Game development is chaotic and complicated. A great team can still be undone by predictable failure patterns that repeat across projects and studios. In yesterday’s webinar I walked through “seven (which became nine)” critical risks, plus early signals and practical mitigations.



This post is a written companion to the session and can be used as a quick audit checklist.


1) Market misalignment: you build a game nobody wants

This risk is existential. A studio can spend years delivering something that does not meet a real market need, or whose audience is misunderstood.

Early signals

  • Late-stage copying of a trend mid-development

  • Greenlights driven by personal taste rather than validation

  • Confusion in marketing language: nobody can explain the game clearly

Mitigations

  • Clear market validation loops and early external feedback

  • Explicit success criteria that survive leadership changes

  • Honest repositioning decisions early, not late


2) Unclear vision and untracked vision drift

Vision can start clear and still drift silently. Everyone can feel it changing but nobody writes it down, which creates waste and misalignment.

Mitigations

  • Re-affirm vision at a defined cadence

  • Maintain an explicit decision log for changes

  • Use feasibility checks before accepting shifts


3) Pre-production shortcuts that create late-stage surprises

Pre-production is meant to de-risk the unknowns. Under schedule pressure, studios compress it and then pay later with late pivots, tech debt and instability.

Mitigations

  • Mandatory prototyping deliverables with explicit goals

  • Stage/lifecycle checklists (aim for a high pass rate before moving on)

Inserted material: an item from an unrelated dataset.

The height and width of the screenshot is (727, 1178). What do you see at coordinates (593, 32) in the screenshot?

  • Protect time for testing the riskiest assumptions first


4) Scope churn: scope creep, feature creep, and rework

There is always tension between discovery of fun and delivery reality. When scope expands without change control, teams crunch, schedules slip, and systems collide.

Mitigations

  • Structured change control (what changes, why, and what is displaced)

  • Evaluate impact across systems, not just the new feature

  • Timebox experimentation and create “kill criteria” for ideas


5) Communication gaps: silos, undocumented decisions, broken async

Small communication failures scale into large rework, especially in distributed teams.

Mitigations

  • Single source of truth (and agreement on what that actually is)

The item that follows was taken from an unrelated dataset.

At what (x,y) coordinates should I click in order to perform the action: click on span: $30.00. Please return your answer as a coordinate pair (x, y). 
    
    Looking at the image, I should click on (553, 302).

  • Decision logs (simple, searchable, non-negotiable)

  • Dependency mapping for cross-team handoffs

  • Clear async rules for time-zone handovers


6) QA underinvestment and the compounding bug problem

If QA is treated as an end-of-project activity, defects and uncertainty compound until stability and delivery collapse.

Mitigations

  • Embed QA early (test planning alongside feature discovery)

  • Treat external QA as a partnership, not a last-minute bolt-on

  • Maintain a quality bar that keeps “unknown unknowns” from multiplying


7) Disruption from above: strategic pivots without feasibility assessment

Leadership changes can invalidate plans overnight. The decision might be justified, but late, top-down pivots without bottom-up feasibility checks can collapse delivery plans and morale.

Mitigations

  • Bottom-up feasibility assessment before committing

  • Governance that forces trade-off clarity (what is being cut)

  • Risk and issue escalation paths that are safe to use


8) The terrors of launching: launch-day failure and negative reception

Launch failures remain common: service instability, day-one patches, exhausted teams, and Live Ops that is not ready.

Mitigations

  • Minimum launch-readiness criteria (performance, compliance, security, Live Ops)

  • Realistic post-launch ownership and staffing

  • Clear contingency plans for stability and comms


9) Reputational and public trust risk (and how recovery actually works)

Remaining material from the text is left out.